Saturday, March 1, 2008

1st Attempt to Post from an Internet Cafe...

My favorite recent purchase is a small Made in Japan stainless steel knife with a scalloped serrated blade and a red plastic handle, 500/= (~$0.30). It’s a slightly gawky addition to my everyday bag, but satisfyingly efficient at spreading peanut butter, trimming threads, e.t.c. e.t.c. (you have to pronounce the letters here). My favorite niche in my homestay is the largely overlooked front porch. It usually allots me 15 minutes of quiet before the little girls find me, and today I had ample time to dice an improvised salad with my knife and eat undisturbed. In contrast to the feeling of pure sunlight yesterday, the air this morning encouraged me to carry a raincoat. Gray clouds are just now meandering in announced by thunder though from my perch (which is in fact the discarded backseat of a minivan, seatbelts dangling behind) I’ve yet to see raindrops.

At mass today I was again the only white person in attendance. Every time walking around Kampala begins to feel normal, passersby calling “mzungu!” remind me that anonymity requires not only an internal feeling of ease but an external camouflage that I don’t have. But Catholic is catholic: I knew when to strain my ears to hear the homily within the priest’s accent and followed familiar prayers recited with unusual inflections. The subtleties marked the service as distinct: clapping during singing, the overhead projector standing in for song books, the seemingly optional and definitely unorchestrated communion. The most telling thing was the timing of songs at communion. After the congregation returned to their places and the remaining hosts did likewise, the choir completed a further song and a half. Fitting mass to the music, rather than timing songs to an anticipated communion length is indicative of the way time is perceived here.

There’s a fluidity in Ugandan life. To be on time to an 8 o’clock liason requires one to be there before the hour turns to 9. Lectures often run over time (only once by 90 minutes), full taxis pause to get gas or squeeze one more person into the second row, and people are patient. It’s a different approach to everyday. Less rush. Less worry. To learn that in Luganda the day starts at 7am (so 7am is the 1st hour, noon is the 6th hour, 2pm is actually 8, e.t.c) was a small surprise. No wonder time is so flexible here!

Uganda is also characterized by a presence of religion. With freedom to worship comes an expectation that everyone does practice. My Luganda class threw my teacher into a tizzy of bewilderment when we asked how to answer the question “when do you pray?” with the negative “I do not pray.” I have made numerous introductions to friends of my homestay family whose first inquiry is “are you born again?” Just as the host families vary in economic status, they differ in religious practices and have allowed our SIT group to discuss a wide range of religious practices and services. Religion isn’t handled here the way it is at home and people are more openly interested in knowing how we practice faith; it’s something we’ve all had to adapt to.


Task objective: Print each record exactly as it appears, but drop the images.

[Records from a dataset]

*** Begin section ***

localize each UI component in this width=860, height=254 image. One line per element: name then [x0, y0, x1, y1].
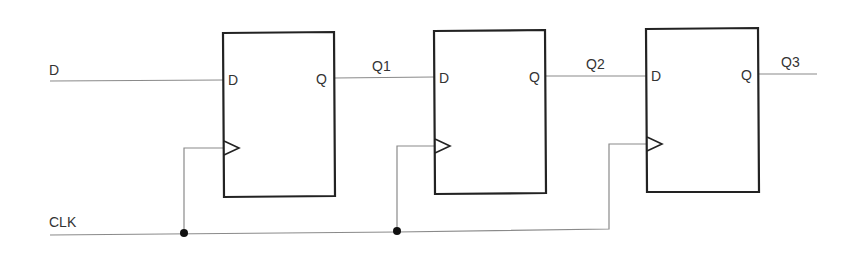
clk-branch-ff1 — [184, 148, 223, 234]
q3-output-label: Q3 — [781, 55, 800, 69]
q2-output-label: Q2 — [586, 57, 605, 71]
clk-bus-wire — [50, 144, 646, 235]
d-input-label: D — [49, 63, 59, 77]
ff3-q-pin-label: Q — [741, 68, 752, 82]
flip-flop-3 — [646, 28, 759, 192]
clk-branch-ff2 — [397, 146, 434, 232]
flip-flop-1 — [223, 32, 335, 197]
q1-output-label: Q1 — [372, 59, 391, 73]
circuit-wires — [0, 0, 860, 254]
ff1-d-pin-label: D — [228, 73, 238, 87]
shift-register-diagram: D CLK Q1 Q2 Q3 D Q D Q D Q — [0, 0, 860, 254]
q1-wire — [334, 77, 434, 78]
junction-dot-2 — [393, 227, 401, 235]
flip-flop-2 — [434, 30, 546, 194]
clk-input-label: CLK — [49, 215, 76, 229]
d-input-wire — [50, 80, 223, 81]
ff2-q-pin-label: Q — [529, 70, 540, 84]
ff2-d-pin-label: D — [439, 71, 449, 85]
junction-dot-1 — [180, 229, 188, 237]
ff1-q-pin-label: Q — [316, 72, 327, 86]
ff3-d-pin-label: D — [651, 69, 661, 83]
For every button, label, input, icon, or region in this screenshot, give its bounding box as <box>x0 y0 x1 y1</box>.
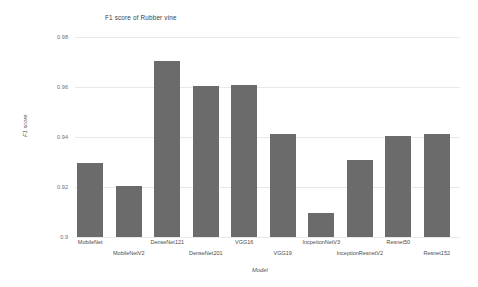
x-tick-label: VGG19 <box>274 250 292 256</box>
x-tick-label: VGG16 <box>235 239 253 245</box>
x-tick-label: MobileNetV2 <box>113 250 145 256</box>
y-tick-label: 0.98 <box>0 34 76 40</box>
y-tick-label: 0.9 <box>0 234 76 240</box>
x-tick-label: DenseNet201 <box>189 250 223 256</box>
x-axis-ticks: MobileNetMobileNetV2DenseNet121DenseNet2… <box>75 237 460 267</box>
y-axis-label: F1 score <box>22 114 28 137</box>
x-axis-label: Model <box>252 267 268 273</box>
y-tick-label: 0.94 <box>0 134 76 140</box>
x-tick-label: DenseNet121 <box>150 239 184 245</box>
x-tick-label: InceptionResnetV2 <box>337 250 383 256</box>
x-tick-label: Resnet152 <box>423 250 450 256</box>
bar-chart-figure: F1 score of Rubber vine 0.980.960.940.92… <box>0 0 478 287</box>
x-tick-label: Resnet50 <box>386 239 410 245</box>
x-tick-label: MobileNet <box>78 239 103 245</box>
x-tick-label: IncpetionNetV3 <box>302 239 340 245</box>
y-tick-label: 0.92 <box>0 184 76 190</box>
y-tick-label: 0.96 <box>0 84 76 90</box>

*** End section ***

The answer:
localize each UI component in this width=860, height=254 image. One line per element: name then [x0, y0, x1, y1].
clk-branch-ff1 — [184, 148, 223, 234]
q3-output-label: Q3 — [781, 55, 800, 69]
q2-output-label: Q2 — [586, 57, 605, 71]
clk-bus-wire — [50, 144, 646, 235]
d-input-label: D — [49, 63, 59, 77]
ff3-q-pin-label: Q — [741, 68, 752, 82]
flip-flop-3 — [646, 28, 759, 192]
clk-branch-ff2 — [397, 146, 434, 232]
flip-flop-1 — [223, 32, 335, 197]
q1-output-label: Q1 — [372, 59, 391, 73]
circuit-wires — [0, 0, 860, 254]
ff1-d-pin-label: D — [228, 73, 238, 87]
shift-register-diagram: D CLK Q1 Q2 Q3 D Q D Q D Q — [0, 0, 860, 254]
q1-wire — [334, 77, 434, 78]
junction-dot-2 — [393, 227, 401, 235]
flip-flop-2 — [434, 30, 546, 194]
clk-input-label: CLK — [49, 215, 76, 229]
d-input-wire — [50, 80, 223, 81]
ff2-q-pin-label: Q — [529, 70, 540, 84]
ff2-d-pin-label: D — [439, 71, 449, 85]
junction-dot-1 — [180, 229, 188, 237]
ff1-q-pin-label: Q — [316, 72, 327, 86]
ff3-d-pin-label: D — [651, 69, 661, 83]
For every button, label, input, icon, or region in this screenshot, give its bounding box as <box>x0 y0 x1 y1</box>.
x-tick-label: VGG19 <box>274 250 292 256</box>
x-tick-label: VGG16 <box>235 239 253 245</box>
x-tick-label: MobileNetV2 <box>113 250 145 256</box>
y-tick-label: 0.98 <box>0 34 76 40</box>
y-tick-label: 0.9 <box>0 234 76 240</box>
x-tick-label: DenseNet201 <box>189 250 223 256</box>
x-axis-ticks: MobileNetMobileNetV2DenseNet121DenseNet2… <box>75 237 460 267</box>
y-axis-label: F1 score <box>22 114 28 137</box>
x-axis-label: Model <box>252 267 268 273</box>
y-tick-label: 0.94 <box>0 134 76 140</box>
x-tick-label: DenseNet121 <box>150 239 184 245</box>
x-tick-label: InceptionResnetV2 <box>337 250 383 256</box>
x-tick-label: Resnet152 <box>423 250 450 256</box>
bar-chart-figure: F1 score of Rubber vine 0.980.960.940.92… <box>0 0 478 287</box>
x-tick-label: Resnet50 <box>386 239 410 245</box>
x-tick-label: MobileNet <box>78 239 103 245</box>
x-tick-label: IncpetionNetV3 <box>302 239 340 245</box>
y-tick-label: 0.92 <box>0 184 76 190</box>
y-tick-label: 0.96 <box>0 84 76 90</box>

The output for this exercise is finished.